Ottawa's recent announcement of a $4.3-billion compensation package for dairy, chicken and egg farmers will mitigate some of the damage from pending trade agreements. But it won't stem the import tide.

Imports of milk protein, mainly used to make cheese and yogurt, are up about 60 per cent in volume terms through June of this year. Imports of these highly concentrated ingredients are now on a pace to reach nearly $200-million this year, displacing at least 10 per cent of Canadian milk consumption.

The fight is pitting dairy farmers against their own. Among the plants targeted by recent protests are ones owned by Quebec-based Agropur, a co-operative controlled by the province's dairy farmers.

Dairies use imported protein concentrates because they're significantly cheaper than Canadian milk. Low-cost concentrates now enter Canada duty free from the United States, skirting prohibitive tariffs of up to 270 per cent applied to other countries.

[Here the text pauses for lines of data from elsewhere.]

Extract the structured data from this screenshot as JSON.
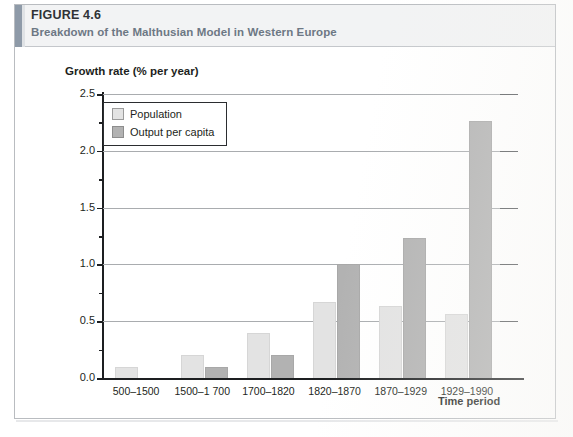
{
  "header": {
    "figure_label_prefix": "F",
    "figure_label": "FIGURE 4.6",
    "figure_label_caps": "IGURE",
    "figure_number": "4.6",
    "title": "Breakdown of the Malthusian Model in Western Europe",
    "accent_color": "#8e9aa8",
    "band_color": "#f2f3f4",
    "title_color": "#6d7884"
  },
  "chart_data": {
    "type": "bar",
    "title": "Breakdown of the Malthusian Model in Western Europe",
    "xlabel": "Time period",
    "ylabel": "Growth rate (% per year)",
    "categories": [
      "500–1500",
      "1500–1 700",
      "1700–1820",
      "1820–1870",
      "1870–1929",
      "1929–1990"
    ],
    "series": [
      {
        "name": "Population",
        "color": "#e3e3e3",
        "values": [
          0.1,
          0.2,
          0.4,
          0.67,
          0.63,
          0.56
        ]
      },
      {
        "name": "Output per capita",
        "color": "#b2b2b2",
        "values": [
          0.0,
          0.1,
          0.2,
          1.0,
          1.23,
          2.26
        ]
      }
    ],
    "ylim": [
      0.0,
      2.5
    ],
    "ytick_labels": [
      "0.0",
      "0.5",
      "1.0",
      "1.5",
      "2.0",
      "2.5"
    ],
    "ytick_values": [
      0.0,
      0.5,
      1.0,
      1.5,
      2.0,
      2.5
    ],
    "yminor_values": [
      0.25,
      0.75,
      1.25,
      1.75,
      2.25
    ],
    "grid": true,
    "legend_position": "upper-left"
  }
}
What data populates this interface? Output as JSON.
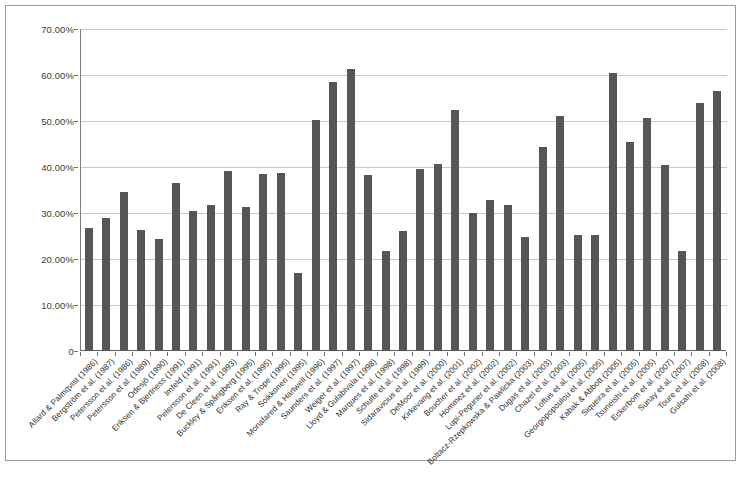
{
  "figure": {
    "background_color": "#ffffff",
    "border_color": "#9a9a9a",
    "bar_color": "#565656",
    "gridline_color": "#c8c8c8",
    "axis_color": "#6f6f6f"
  },
  "chart_data": {
    "type": "bar",
    "title": "",
    "subtitle": "",
    "xlabel": "",
    "ylabel": "",
    "ylim": [
      0,
      70
    ],
    "grid": true,
    "legend": false,
    "y_tick_labels": [
      "70.00%",
      "60.00%",
      "50.00%",
      "40.00%",
      "30.00%",
      "20.00%",
      "10.00%",
      "0"
    ],
    "y_tick_values": [
      70,
      60,
      50,
      40,
      30,
      20,
      10,
      0
    ],
    "categories": [
      "Allard & Palmqvist (1986)",
      "Bergström et al. (1987)",
      "Petersson et al. (1986)",
      "Petersson et al. (1989)",
      "Odesjö (1990)",
      "Eriksen & Bjertness (1991)",
      "Imfeld (1991)",
      "Petersson et al. (1991)",
      "De Cleen et al. (1993)",
      "Buckley & Spångberg (1995)",
      "Eriksen et al. (1995)",
      "Ray & Trope (1995)",
      "Soikkonen (1995)",
      "Monafared & Hartwell (1996)",
      "Saunders et al. (1997)",
      "Weiger et al. (1997)",
      "Lloyd & Gulabivala (1998)",
      "Marques et al. (1998)",
      "Schulte et al. (1998)",
      "Sidaravicius et al. (1999)",
      "DeMoor et al. (2000)",
      "Kirkevang et al. (2001)",
      "Boucher et al. (2002)",
      "Hommez et al. (2002)",
      "Lupi-Pegurier et al. (2002)",
      "Boltacz-Rzepkowska & Pawlicka (2003)",
      "Dugas et al. (2003)",
      "Chazel et al. (2003)",
      "Loftus et al. (2005)",
      "Georgopopoulou et al. (2005)",
      "Kabak & Abbott (2005)",
      "Siqueira et al. (2005)",
      "Tsuneishi et al. (2005)",
      "Eckerbom et al. (2007)",
      "Sunay et al. (2007)",
      "Toure et al. (2008)",
      "Gulsahi et al. (2008)"
    ],
    "values": [
      26.8,
      28.9,
      34.6,
      26.4,
      24.3,
      36.6,
      30.4,
      31.8,
      39.2,
      31.4,
      38.5,
      38.8,
      16.9,
      50.3,
      58.5,
      61.3,
      38.2,
      21.8,
      26.1,
      39.6,
      40.6,
      52.4,
      29.9,
      32.8,
      31.7,
      24.7,
      44.4,
      51.0,
      25.3,
      25.3,
      60.4,
      45.4,
      50.6,
      40.4,
      21.7,
      53.9,
      56.6
    ],
    "units": "%"
  }
}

It's not the only reason imports are up. Farmers also complain that dairies are abusing a duty deferral system to bring significant quantities of milk and milk ingredients into the country – a loophole that the federal government has now promised to close.

It's all evidence of a once-cloistered system facing external pressures. Dairy products (along with chicken and eggs) have been tightly regulated in Canada since the 1970s under a system known as supply management. The regime depends on three essential pillars: keeping most imports out, fixing prices paid to farmers at relatively high levels and then carefully matching production to consumption. Weaken just one of these, and the system becomes distinctly unmanageable.

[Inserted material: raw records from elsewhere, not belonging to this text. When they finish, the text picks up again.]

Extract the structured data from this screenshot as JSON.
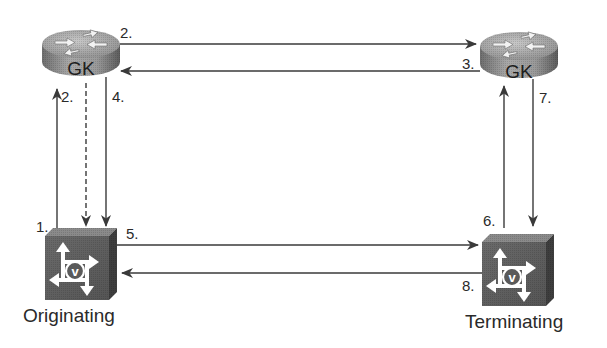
{
  "diagram": {
    "nodes": [
      {
        "id": "gk-left",
        "type": "gatekeeper-router",
        "label": "GK"
      },
      {
        "id": "gk-right",
        "type": "gatekeeper-router",
        "label": "GK"
      },
      {
        "id": "gw-originating",
        "type": "voice-gateway",
        "label": "Originating"
      },
      {
        "id": "gw-terminating",
        "type": "voice-gateway",
        "label": "Terminating"
      }
    ],
    "edges": [
      {
        "step": "1.",
        "from": "gw-originating",
        "to": "gk-left",
        "style": "solid"
      },
      {
        "step": "2.",
        "from": "gk-left",
        "to": "gw-originating",
        "style": "dashed"
      },
      {
        "step": "2.",
        "from": "gk-left",
        "to": "gk-right",
        "style": "solid"
      },
      {
        "step": "3.",
        "from": "gk-right",
        "to": "gk-left",
        "style": "solid"
      },
      {
        "step": "4.",
        "from": "gk-left",
        "to": "gw-originating",
        "style": "solid"
      },
      {
        "step": "5.",
        "from": "gw-originating",
        "to": "gw-terminating",
        "style": "solid"
      },
      {
        "step": "6.",
        "from": "gw-terminating",
        "to": "gk-right",
        "style": "solid"
      },
      {
        "step": "7.",
        "from": "gk-right",
        "to": "gw-terminating",
        "style": "solid"
      },
      {
        "step": "8.",
        "from": "gw-terminating",
        "to": "gw-originating",
        "style": "solid"
      }
    ],
    "step_labels": {
      "s1": "1.",
      "s2_top": "2.",
      "s2_left": "2.",
      "s3": "3.",
      "s4": "4.",
      "s5": "5.",
      "s6": "6.",
      "s7": "7.",
      "s8": "8."
    },
    "gk_left_label": "GK",
    "gk_right_label": "GK",
    "originating_label": "Originating",
    "terminating_label": "Terminating",
    "icons": {
      "router": "gatekeeper-router-icon",
      "gateway": "voice-gateway-icon"
    }
  }
}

The more domestic milk that gets displaced by imports, the more difficult it becomes for provincial marketing boards to prop up prices and manage production.

Trade Minister Ed Fast insisted that he managed to preserve the "pillars" of supply management in the TPP negotiations. But he salvaged a foundation that was already wobbly.

The increasingly leaky tariff wall is an intractable problem for farmers. Ottawa agreed in the TPP to open up 3.25 per cent of its dairy market to duty-free imports. What officials did not make clear is that Canada is also eliminating tariffs on milk protein concentrates as soon as the agreement comes into force. That means TPP members Australia and New Zealand will join the United States in being able to ship virtually unlimited quantities of these ingredients into Canada, once the deal comes into force. Ottawa made a similar concession in its free-trade deal with Europe.

Protein ingredients create "ominous" gaps in the tariff wall, according to an analysis of the TPP by Agri-Food Economic Systems, based in Guelph, Ont. These trade agreements will encourage the world's leading dairy exporters to "gear up" for the Canadian market, the report said.

Facing internal dissent, the Canadian dairy industry is under growing pressure to hold back the import surge. Dairy Farmers of Canada, the national voice of the industry, said it is now exploring "different ways" to address what it argues is an unfair hole in Canada's protective tariff wall created by protein concentrates.

And this past week, the Dairy Farmers of Ontario announced that it has applied to provincial regulators to create a new, and lower, "world" price for much of the surplus milk that's been accumulating in the system. The plan, which it hopes will be adopted nationally, is seen as a way to compete with imported milk ingredients by giving dairies a significant discount on the skim milk they buy. DFO officials said lower wholesale prices will also give processors added incentive to modernize aging Canadian dairies.

"We're optimistic that it will stabilize the system and give processors a good opportunity to invest and compete," said Graham Lloyd, DFO spokesman and general counsel.

But it's not clear whether the new pricing scheme will mollify farmers angry about falling farm-gate prices.

And forget about consumers. No one is promising that lower wholesale prices will ever reach grocery shelves.